Why a Performance Culture drives KM
KM requires a learning culture, and motivation to learn comes from motivation to improve. That’s why KM thrives in a high-performance culture, where people are not content with existing performance, and actively seek new knowledge that will help them perform even better.
Image from eglin.af.mil U.S. Air Force photo/Samuel King Jr |
This was a topic of conversation in one of out recent Bird Island exercises where, as always, the teams made massive leaps in performance as their knowledge base increased.
The real value of this exercise comes in the debrief, when we analyse the success factors and relate them back to KM at work. One of the topics we analysed was Motivation and Target setting. What motivated the teams to set themselves aggressive performance targets, and what motivated them to use the knowledge from others, to deliver those targets?

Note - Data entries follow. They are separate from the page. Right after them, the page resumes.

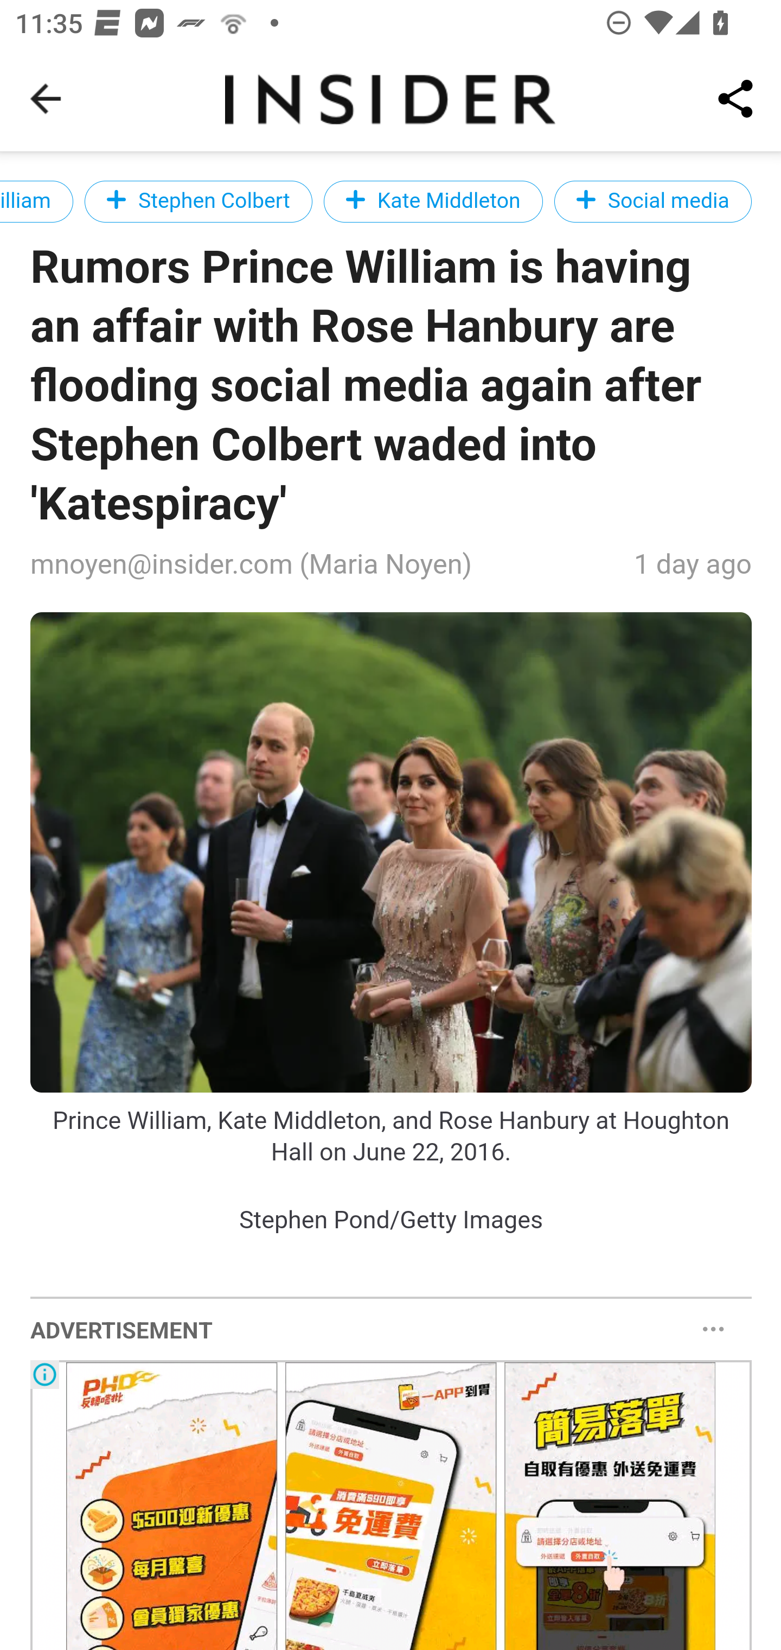 This screenshot has width=781, height=1650. I want to click on Social media, so click(653, 201).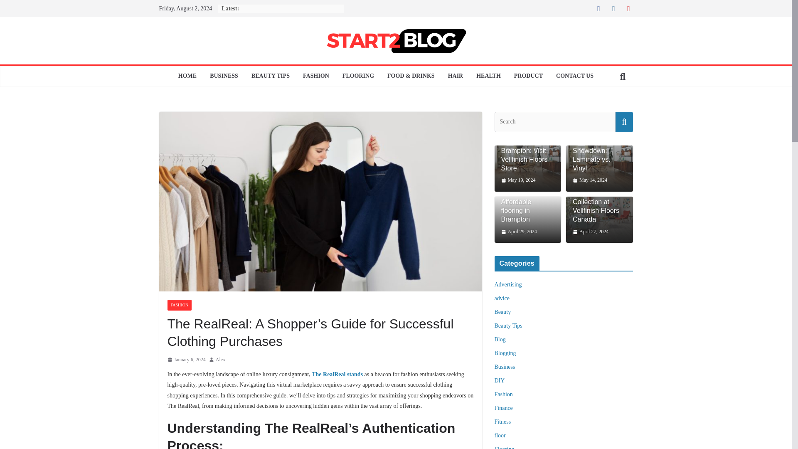 The width and height of the screenshot is (798, 449). What do you see at coordinates (599, 168) in the screenshot?
I see `Waterproof Flooring Showdown: Laminate vs. Vinyl` at bounding box center [599, 168].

The primary motivation factor was “to do a great job”.
They didn’t set the target of beating the world record, they set the target of being “up there with the leaders” and delivering a great result. They wanted to be proud of their achievement – that it should stand well in the rankings. Of course, in order to set the target properly, they needed good benchmark data, and data from historical performance. We gave them that data, so they knew what to aim for, and they know what was possible.
And of course, in order to reach the benchmark, they needed the entire knowledge base of how to complete the task, so they could reproduce the successes of previous teams, and ideally could innovate further.
That combination of knowledge of past performance and of how to achieve it allowed them to set targets that were 2 or 3 times greater than the results had achieved so far, and in each case, through reapplication of knowledge, they exceeded those targets and achieved top quartile performance.
So how do teams set performance targets?
In the class, the teams set their own targets, based on knowing the benchmark, and knowing they had the knowledge to reach the benchmark.
Then I asked them how targets are set at work, and how motivating these are. You could hear the groan go round the room. “Targets are set from the centre” “Nobody buys into them” “Targets are a joke” “We set our targets, then define the metrics later so we can beat the target” “Targets are political”. Such a contrast from the motivation in the exercise, where the motivation was internal and the targets were self-selected.
Knowledge and Performance are so closely linked, that we often say that if you don’t manage performance, you can’t manage knowledge.
If people are not motivated to perform and improve, how can they be motivated to learn? And if nobody wants to learn, then KM is a waste of time. Although many of the participants were from companies which already had KM programs, and were introducing the tools and techniques, they were really struggling with motivation issues.
Is it possible to motivate in the same way that we did during the exercise? Yes it is, and you can see that clearly in the Shell Technical Limit process I have blogged about before. Here teams have access to the performance data from the past, have access to all the knowledge they need, and work out for themselves how they are going to innovate beyond the best of what has been achieved to date (it is taken for granted that they can match the best historic performance. After all, that has been proven to be possible- that’s “in the bag”). They set their own targets, and of course they are heavily motivated, through performance bonuses, when they beat the targets.
It was a very interesting discussion, contrasting the success in the exercise with the struggles at work, with motivation and target setting coming out as a key factor.
So when you are introducing KM, start first where the performance culture is well defined, and where people are already motivated to perform.
If instead you choose a part of the business with no performance management, joke targets, and where people play political games with metrics, then you may very well struggle to develop a learning culture.